Taxi app firm Kabbee has slammed the lack of technical support at French based hosting firm OVH.

Based in London, Kabbee works with 70 fleets of minicabs across the capital, with its app allowing passengers to check cars, prices and user ratings across supported firms at any time of day.

Dave Walker, chief technical officer at Kabbee, said: "For Kabbee, operating in an industry like ours and striving to make minicabs mighty, customer support is of the utmost importance to us and so I look to work with people who feel the same way."

Kabbee was hosted by French data centre operator OVH since the app entered its testing phase in 2011. But according to Walker the cheap service was plagued by clock drift and poor customer support, leaving the app makers attempting to fix bugs themselves.

OVH declined to comment on Kabbee’s decision to migrate.

The firm’s data will now be located in a Rackspace data centre in London.

In addition to their customer app, Kabbee will also be looking to create a mobile app so their minicab partners can manage their services more easily through their smartphones.

Cab apps have proved a disruptive force in the taxi market, with black cab drivers feeling increasingly crowded out by competition from private hires and minicabs served by apps like Kabbee.

Last week police were called after a fight broke out at a the offices of Hailo, a rival firm which has just begun letting minicabs and private hire vehicles sell services through their app.

Downplaying the damage that taxi apps were doing to black cab’s share of the market, Walker said: "Potentially there are apps out there which are more destructive to black cab markets because they are breaking the law."

Kabbee secured £3.8m in private equity funding in November 2013, with Octopus Ventures, one of their main backers, later introducing the firm to Rackspace.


Task objective
Give back each line of the material that contains the word "figure".
══════
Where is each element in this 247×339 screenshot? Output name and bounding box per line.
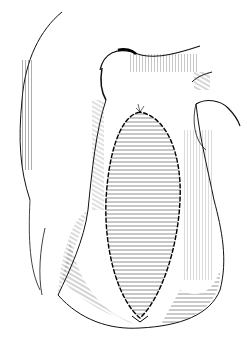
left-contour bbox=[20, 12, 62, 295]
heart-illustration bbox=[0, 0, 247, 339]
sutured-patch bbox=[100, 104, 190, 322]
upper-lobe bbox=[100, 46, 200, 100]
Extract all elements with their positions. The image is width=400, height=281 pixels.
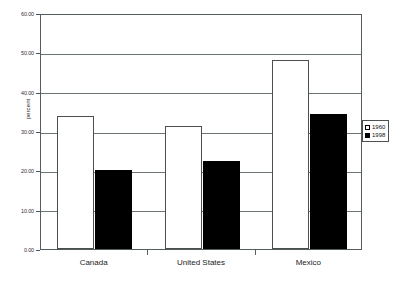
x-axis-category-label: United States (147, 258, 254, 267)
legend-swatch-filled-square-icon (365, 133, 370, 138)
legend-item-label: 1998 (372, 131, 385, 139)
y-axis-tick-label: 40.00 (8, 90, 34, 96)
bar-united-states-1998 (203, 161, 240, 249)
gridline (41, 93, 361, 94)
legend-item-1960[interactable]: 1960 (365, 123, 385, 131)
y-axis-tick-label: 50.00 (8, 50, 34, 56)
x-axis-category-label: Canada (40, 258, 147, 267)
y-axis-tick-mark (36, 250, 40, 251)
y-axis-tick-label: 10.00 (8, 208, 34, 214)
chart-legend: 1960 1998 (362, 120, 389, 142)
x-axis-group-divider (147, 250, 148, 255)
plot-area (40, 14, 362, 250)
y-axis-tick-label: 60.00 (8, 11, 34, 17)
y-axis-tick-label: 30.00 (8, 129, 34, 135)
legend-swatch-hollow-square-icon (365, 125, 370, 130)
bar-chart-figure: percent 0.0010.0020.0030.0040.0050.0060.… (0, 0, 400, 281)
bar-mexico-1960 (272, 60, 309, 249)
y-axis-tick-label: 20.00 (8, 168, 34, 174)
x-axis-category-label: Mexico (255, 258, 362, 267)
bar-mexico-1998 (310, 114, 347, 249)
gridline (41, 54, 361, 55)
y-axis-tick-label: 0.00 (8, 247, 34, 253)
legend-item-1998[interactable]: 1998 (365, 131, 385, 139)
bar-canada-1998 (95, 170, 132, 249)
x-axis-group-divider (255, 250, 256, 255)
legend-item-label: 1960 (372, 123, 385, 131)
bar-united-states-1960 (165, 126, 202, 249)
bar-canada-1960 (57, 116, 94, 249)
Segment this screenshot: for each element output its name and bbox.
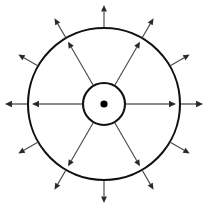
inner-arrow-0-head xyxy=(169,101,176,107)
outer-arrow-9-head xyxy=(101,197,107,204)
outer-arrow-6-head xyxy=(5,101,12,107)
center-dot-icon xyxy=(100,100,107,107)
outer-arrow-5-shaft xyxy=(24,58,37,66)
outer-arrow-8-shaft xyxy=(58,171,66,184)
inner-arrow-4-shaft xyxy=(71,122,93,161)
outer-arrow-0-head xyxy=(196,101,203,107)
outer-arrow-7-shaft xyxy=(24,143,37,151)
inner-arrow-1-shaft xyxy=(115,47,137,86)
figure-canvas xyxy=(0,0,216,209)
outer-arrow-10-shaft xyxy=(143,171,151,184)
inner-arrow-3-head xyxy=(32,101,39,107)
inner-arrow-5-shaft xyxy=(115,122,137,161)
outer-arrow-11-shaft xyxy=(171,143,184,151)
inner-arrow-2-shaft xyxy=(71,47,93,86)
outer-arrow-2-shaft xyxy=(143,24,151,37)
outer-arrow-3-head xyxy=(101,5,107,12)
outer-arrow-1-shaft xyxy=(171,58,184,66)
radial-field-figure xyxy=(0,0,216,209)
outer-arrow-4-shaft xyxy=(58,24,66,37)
══════
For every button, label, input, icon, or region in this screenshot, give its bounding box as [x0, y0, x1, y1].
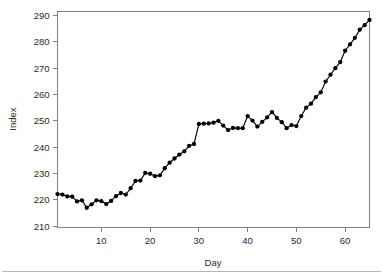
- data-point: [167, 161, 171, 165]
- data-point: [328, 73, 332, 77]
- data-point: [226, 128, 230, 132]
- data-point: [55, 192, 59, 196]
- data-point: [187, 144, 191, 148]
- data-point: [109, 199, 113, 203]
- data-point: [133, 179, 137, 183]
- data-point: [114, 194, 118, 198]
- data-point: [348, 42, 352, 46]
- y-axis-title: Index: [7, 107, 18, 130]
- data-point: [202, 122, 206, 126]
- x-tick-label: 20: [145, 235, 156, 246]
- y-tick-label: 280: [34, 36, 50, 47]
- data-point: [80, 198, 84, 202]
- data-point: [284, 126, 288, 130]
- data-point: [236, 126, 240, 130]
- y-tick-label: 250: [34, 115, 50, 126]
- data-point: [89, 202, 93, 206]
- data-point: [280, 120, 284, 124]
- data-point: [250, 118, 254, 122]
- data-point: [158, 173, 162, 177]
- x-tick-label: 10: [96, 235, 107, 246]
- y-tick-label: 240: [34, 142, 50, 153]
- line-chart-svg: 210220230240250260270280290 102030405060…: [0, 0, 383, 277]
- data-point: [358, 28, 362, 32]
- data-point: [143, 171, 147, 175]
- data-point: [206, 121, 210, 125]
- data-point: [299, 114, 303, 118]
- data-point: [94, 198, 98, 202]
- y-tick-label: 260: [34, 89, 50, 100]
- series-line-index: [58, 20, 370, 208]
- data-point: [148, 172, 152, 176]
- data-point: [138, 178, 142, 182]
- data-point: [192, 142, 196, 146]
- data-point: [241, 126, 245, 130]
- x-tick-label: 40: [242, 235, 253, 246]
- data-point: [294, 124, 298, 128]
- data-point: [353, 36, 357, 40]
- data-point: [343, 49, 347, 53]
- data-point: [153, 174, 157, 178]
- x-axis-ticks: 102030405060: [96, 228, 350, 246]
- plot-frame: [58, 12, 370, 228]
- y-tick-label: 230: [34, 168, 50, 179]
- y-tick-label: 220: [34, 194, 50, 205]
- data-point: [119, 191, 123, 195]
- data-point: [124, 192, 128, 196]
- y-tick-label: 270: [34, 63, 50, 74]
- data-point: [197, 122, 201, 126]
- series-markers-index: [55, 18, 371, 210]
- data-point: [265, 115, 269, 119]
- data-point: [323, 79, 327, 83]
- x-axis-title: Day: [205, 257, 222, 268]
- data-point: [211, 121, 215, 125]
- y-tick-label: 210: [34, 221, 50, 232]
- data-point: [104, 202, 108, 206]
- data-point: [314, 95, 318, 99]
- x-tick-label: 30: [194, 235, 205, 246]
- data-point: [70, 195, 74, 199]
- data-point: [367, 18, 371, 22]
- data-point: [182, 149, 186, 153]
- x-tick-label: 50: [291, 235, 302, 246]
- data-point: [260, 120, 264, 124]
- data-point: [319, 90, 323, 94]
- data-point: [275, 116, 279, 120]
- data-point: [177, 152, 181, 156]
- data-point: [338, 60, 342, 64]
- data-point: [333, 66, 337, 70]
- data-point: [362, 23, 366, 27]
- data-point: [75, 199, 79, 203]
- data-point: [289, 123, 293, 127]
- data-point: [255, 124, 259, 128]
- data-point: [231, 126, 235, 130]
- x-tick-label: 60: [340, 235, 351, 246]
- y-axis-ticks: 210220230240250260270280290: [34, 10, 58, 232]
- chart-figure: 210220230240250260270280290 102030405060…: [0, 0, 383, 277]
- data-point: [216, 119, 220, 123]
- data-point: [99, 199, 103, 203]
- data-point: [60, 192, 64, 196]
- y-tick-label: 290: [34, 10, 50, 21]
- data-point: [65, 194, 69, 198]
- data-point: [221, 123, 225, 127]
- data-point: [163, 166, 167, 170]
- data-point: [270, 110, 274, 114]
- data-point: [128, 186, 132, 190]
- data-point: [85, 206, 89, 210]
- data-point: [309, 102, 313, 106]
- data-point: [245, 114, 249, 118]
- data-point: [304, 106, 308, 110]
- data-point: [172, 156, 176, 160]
══════
Written response
bar-chart-figure: percent 0.0010.0020.0030.0040.0050.0060.… (0, 0, 400, 281)
figure-canvas xyxy=(0,0,216,209)
radial-field-figure xyxy=(0,0,216,209)
- chart-figure: 210220230240250260270280290 102030405060…: [0, 0, 383, 277]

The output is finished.